I am speaking here of a time when I was eleven and lived with my family on our small farm on the west coast of Cape Breton. My family had been there for a long, long time and so it seemed had I. And much of that time seems like the proverbial yesterday. Yet when I speak on this Christmas 1977, I am not sure how much I speak with the voice of that time or how much in the voice of what I have since become. And I am not sure how many liberties I may be taking with the boy I think I was. For Christmas is a time of both past and present and often the two are imperfectly blended. As we step into its nowness we often look behind.
We have been waiting now, it seems, forever. Actually, it has been most intense since Hallowe’en when the first snow fell upon us as we moved like muffled mummers upon darkened country roads. The large flakes were soft and new then and almost generous, and the earth to which they fell was still warm and as yet unfrozen. They fell in silence into the puddles and into the sea where they disappeared at the moment of contact. They disappeared, too, upon touching the heated redness of our necks and hands or the faces of those who did not wear masks. We carried our pillowcases from house to house, knocking on doors to become silhouettes in the light thrown out from kitchens (white pillowcases held out by whitened forms). The snow fell between us and the doors and was transformed in shimmering golden beams. When we turned to leave, it fell upon our footprints, and as the night wore on obliterated them and all the records of our movements. In the morning everything was soft and still and November had come upon us.
My brother Kenneth, who is two and a half, is unsure of his last Christmas. It is Hallowe’en that looms largest in his memory as an exceptional time of being up late in magic darkness and falling snow. “Who are you going to dress up as at Christmas?” he asks. “I think I’ll be a snowman.” All of us laugh at that and tell him Santa Claus will find him if he is good and that he need not dress up at all. We go about our appointed tasks waiting for it to happen.
I am troubled myself about the nature of Santa Claus and I am trying to hang on to him in any way that I can. It is true that at my age I no longer really believe in him, yet I have hoped in all his possibilities as fiercely as I can; much in the same way, I think, that the drowning man waves desperately to the lights of the passing ship on the high sea’s darkness. For without him, as without the man’s ship, it seems our fragile lives would be so much more desperate.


### ASSIGNED TASK
Give the number of lines in these entries that contain "part", and nothing more.

--- EXTRACTED DATA ---

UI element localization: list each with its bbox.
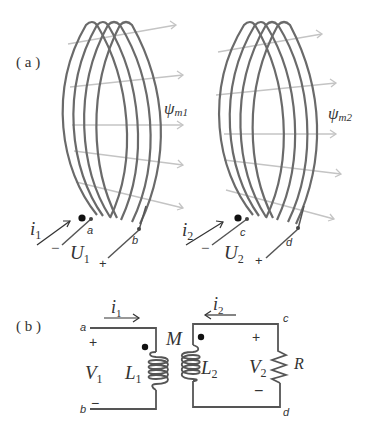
flux-lines-2 (216, 30, 341, 221)
current-i1-label-b: i1 (111, 297, 122, 319)
coil-1: a b i1 − U1 + ψm1 (30, 21, 188, 271)
terminal-b-node (137, 227, 141, 231)
voltage-u2-symbol: U2 (224, 242, 244, 266)
polarity-plus-v1: + (89, 334, 97, 350)
current-i1-symbol: i1 (30, 218, 41, 242)
mutual-inductance-label: M (165, 328, 183, 349)
polarity-dot-l2 (198, 334, 204, 340)
voltage-v1-label: V1 (85, 362, 103, 386)
resistor-r-label: R (293, 355, 304, 372)
coil-2: c d i2 − U2 + ψm2 (182, 22, 353, 268)
terminal-b-label: b (132, 234, 138, 246)
flux-psi-m1-label: ψm1 (164, 99, 188, 118)
current-i2-symbol: i2 (182, 219, 193, 243)
inductor-l2-label: L2 (200, 357, 218, 381)
resistor-r (272, 348, 286, 383)
polarity-minus-1: − (51, 240, 59, 256)
terminal-b-label-b: b (80, 403, 86, 415)
voltage-u1-symbol: U1 (70, 242, 90, 266)
polarity-plus-1: + (99, 256, 107, 271)
lead-d (266, 229, 298, 258)
inductor-l1-label: L1 (124, 362, 142, 386)
part-a-label: ( a ) (16, 54, 40, 71)
primary-circuit: a b + − i1 V1 L1 (80, 297, 168, 415)
terminal-c-label: c (240, 226, 246, 238)
polarity-dot-l1 (142, 344, 148, 350)
part-a: ( a ) (16, 21, 353, 271)
current-i2-label-b: i2 (213, 294, 224, 316)
secondary-circuit: c d + − i2 L2 V2 R (182, 294, 304, 418)
terminal-c-label-b: c (283, 312, 289, 324)
terminal-a-label: a (87, 224, 93, 236)
terminal-d-label-b: d (283, 406, 290, 418)
lead-b-up (139, 206, 146, 230)
polarity-dot-2 (234, 214, 241, 221)
terminal-a-label-b: a (80, 321, 86, 333)
terminal-d-node (296, 226, 300, 230)
polarity-minus-v1: − (91, 395, 99, 411)
polarity-plus-2: + (255, 253, 263, 268)
polarity-dot-1 (78, 214, 85, 221)
primary-bottom-wire (90, 390, 156, 409)
polarity-minus-2: − (201, 240, 209, 256)
terminal-a-node (89, 217, 93, 221)
coupled-coils-figure: ( a ) (0, 0, 368, 432)
flux-psi-m2-label: ψm2 (328, 104, 353, 123)
polarity-plus-v2: + (252, 329, 260, 345)
terminal-d-label: d (286, 236, 293, 248)
inductor-l2 (182, 345, 200, 381)
inductor-l1 (149, 352, 169, 390)
coil-1-turns (63, 22, 161, 224)
part-b: ( b ) a b + − i1 V1 L1 M (16, 294, 304, 418)
coil-2-turns (219, 22, 317, 224)
part-b-label: ( b ) (16, 318, 41, 335)
polarity-minus-v2: − (254, 382, 263, 399)
secondary-top-wire (193, 324, 278, 348)
secondary-bottom-wire (193, 381, 280, 407)
voltage-v2-label: V2 (249, 356, 267, 380)
terminal-c-node (245, 217, 249, 221)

---

### OUTPUT OF THE EXERCISE
4